*** Study material ***

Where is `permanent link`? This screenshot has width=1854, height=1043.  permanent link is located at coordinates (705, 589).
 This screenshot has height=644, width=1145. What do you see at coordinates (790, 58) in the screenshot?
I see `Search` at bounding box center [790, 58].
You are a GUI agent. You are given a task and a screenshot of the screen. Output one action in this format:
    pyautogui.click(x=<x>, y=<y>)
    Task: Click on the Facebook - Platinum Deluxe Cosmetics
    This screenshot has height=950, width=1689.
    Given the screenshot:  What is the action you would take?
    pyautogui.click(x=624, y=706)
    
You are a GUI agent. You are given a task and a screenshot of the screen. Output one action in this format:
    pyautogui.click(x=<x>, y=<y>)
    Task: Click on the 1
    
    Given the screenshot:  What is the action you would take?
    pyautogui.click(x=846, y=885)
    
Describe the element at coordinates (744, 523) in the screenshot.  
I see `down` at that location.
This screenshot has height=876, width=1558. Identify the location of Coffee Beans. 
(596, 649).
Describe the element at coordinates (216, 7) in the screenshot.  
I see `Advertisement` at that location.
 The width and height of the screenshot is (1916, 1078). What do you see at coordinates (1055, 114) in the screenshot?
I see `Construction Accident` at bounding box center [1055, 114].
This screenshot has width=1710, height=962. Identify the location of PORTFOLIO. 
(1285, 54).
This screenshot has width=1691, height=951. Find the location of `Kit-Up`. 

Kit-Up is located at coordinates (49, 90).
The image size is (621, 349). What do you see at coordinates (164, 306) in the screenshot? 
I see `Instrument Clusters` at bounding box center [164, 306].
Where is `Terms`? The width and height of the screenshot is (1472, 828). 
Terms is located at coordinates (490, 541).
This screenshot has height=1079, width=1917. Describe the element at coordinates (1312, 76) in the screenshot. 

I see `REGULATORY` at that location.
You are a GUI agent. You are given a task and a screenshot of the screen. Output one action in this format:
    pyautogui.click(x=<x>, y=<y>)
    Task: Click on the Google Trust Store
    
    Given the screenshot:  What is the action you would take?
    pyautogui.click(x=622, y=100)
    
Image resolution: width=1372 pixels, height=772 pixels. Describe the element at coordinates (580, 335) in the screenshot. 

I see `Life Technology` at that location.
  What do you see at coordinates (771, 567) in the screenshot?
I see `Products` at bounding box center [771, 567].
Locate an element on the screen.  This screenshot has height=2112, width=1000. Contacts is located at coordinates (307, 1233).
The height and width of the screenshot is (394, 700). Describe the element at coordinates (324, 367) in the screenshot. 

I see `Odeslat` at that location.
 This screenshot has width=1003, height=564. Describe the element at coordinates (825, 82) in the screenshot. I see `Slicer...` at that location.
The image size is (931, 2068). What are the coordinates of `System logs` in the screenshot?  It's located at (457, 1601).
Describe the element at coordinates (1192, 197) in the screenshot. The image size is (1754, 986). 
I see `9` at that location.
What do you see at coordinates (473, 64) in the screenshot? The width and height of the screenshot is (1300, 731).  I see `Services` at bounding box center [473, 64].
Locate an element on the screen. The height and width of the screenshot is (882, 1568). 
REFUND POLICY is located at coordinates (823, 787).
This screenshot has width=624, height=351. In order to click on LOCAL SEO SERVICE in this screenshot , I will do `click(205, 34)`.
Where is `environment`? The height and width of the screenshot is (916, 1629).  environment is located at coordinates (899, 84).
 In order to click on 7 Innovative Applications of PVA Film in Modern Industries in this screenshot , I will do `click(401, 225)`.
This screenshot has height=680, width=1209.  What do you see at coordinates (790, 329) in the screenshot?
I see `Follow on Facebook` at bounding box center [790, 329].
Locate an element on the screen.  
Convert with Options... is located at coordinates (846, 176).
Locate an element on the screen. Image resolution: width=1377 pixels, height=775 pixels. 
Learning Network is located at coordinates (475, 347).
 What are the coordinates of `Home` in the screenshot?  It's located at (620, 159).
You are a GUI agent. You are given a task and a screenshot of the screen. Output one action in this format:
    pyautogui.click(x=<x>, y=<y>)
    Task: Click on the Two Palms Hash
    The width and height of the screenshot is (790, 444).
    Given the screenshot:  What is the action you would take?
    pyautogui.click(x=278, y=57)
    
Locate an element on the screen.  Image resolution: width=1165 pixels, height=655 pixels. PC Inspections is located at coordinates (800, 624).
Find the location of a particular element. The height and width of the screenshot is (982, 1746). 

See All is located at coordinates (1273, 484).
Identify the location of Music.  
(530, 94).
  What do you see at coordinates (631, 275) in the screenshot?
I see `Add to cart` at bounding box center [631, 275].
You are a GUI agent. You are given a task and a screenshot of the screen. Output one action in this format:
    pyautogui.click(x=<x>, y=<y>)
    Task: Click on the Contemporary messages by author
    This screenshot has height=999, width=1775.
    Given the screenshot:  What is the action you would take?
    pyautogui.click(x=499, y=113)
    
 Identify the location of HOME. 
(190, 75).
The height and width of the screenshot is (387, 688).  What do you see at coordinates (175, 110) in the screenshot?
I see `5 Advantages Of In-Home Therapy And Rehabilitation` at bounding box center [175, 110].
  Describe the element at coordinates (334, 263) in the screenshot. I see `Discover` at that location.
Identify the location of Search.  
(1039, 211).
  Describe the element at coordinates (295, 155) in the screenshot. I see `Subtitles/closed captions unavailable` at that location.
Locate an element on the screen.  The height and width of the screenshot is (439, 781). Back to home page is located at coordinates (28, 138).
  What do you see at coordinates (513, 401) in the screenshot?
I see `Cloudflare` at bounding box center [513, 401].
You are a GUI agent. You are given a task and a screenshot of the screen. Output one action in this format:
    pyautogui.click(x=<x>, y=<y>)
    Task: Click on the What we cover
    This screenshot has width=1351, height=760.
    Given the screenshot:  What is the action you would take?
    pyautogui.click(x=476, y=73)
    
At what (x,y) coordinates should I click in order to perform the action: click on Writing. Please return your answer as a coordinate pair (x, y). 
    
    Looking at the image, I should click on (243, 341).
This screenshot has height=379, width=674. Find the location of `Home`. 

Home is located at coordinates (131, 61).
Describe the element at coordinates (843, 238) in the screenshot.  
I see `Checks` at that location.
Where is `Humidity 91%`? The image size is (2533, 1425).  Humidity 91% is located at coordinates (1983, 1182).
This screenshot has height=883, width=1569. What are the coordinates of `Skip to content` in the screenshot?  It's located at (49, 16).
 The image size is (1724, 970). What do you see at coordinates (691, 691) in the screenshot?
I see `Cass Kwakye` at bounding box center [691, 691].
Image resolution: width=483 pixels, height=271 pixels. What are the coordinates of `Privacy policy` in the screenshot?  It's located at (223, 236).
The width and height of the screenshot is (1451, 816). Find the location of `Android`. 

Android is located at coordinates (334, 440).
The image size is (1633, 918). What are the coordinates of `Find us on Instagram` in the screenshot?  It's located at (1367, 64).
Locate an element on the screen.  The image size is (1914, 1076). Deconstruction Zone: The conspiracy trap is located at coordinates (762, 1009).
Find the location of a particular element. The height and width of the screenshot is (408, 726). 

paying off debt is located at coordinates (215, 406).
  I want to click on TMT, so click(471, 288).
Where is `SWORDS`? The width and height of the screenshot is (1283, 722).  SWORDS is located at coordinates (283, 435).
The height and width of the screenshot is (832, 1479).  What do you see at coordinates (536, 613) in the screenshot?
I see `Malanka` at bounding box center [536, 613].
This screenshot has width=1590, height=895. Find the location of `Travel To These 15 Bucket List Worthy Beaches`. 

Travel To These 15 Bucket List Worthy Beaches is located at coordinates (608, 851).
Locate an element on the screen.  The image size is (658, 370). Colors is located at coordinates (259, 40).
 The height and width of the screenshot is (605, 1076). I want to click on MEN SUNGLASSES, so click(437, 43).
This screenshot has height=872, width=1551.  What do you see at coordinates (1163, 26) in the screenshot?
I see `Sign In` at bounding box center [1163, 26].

*** End of Study material ***

Work to be completed: Only those lines running from the one containing "This screenshot has width=1590, height=895." through the last line of the data above are to be copied, exactly, with both ends included.

Response area:
This screenshot has width=1590, height=895. Find the location of `Travel To These 15 Bucket List Worthy Beaches`. 

Travel To These 15 Bucket List Worthy Beaches is located at coordinates (608, 851).
Locate an element on the screen.  The image size is (658, 370). Colors is located at coordinates (259, 40).
 The height and width of the screenshot is (605, 1076). I want to click on MEN SUNGLASSES, so click(437, 43).
This screenshot has height=872, width=1551.  What do you see at coordinates (1163, 26) in the screenshot?
I see `Sign In` at bounding box center [1163, 26].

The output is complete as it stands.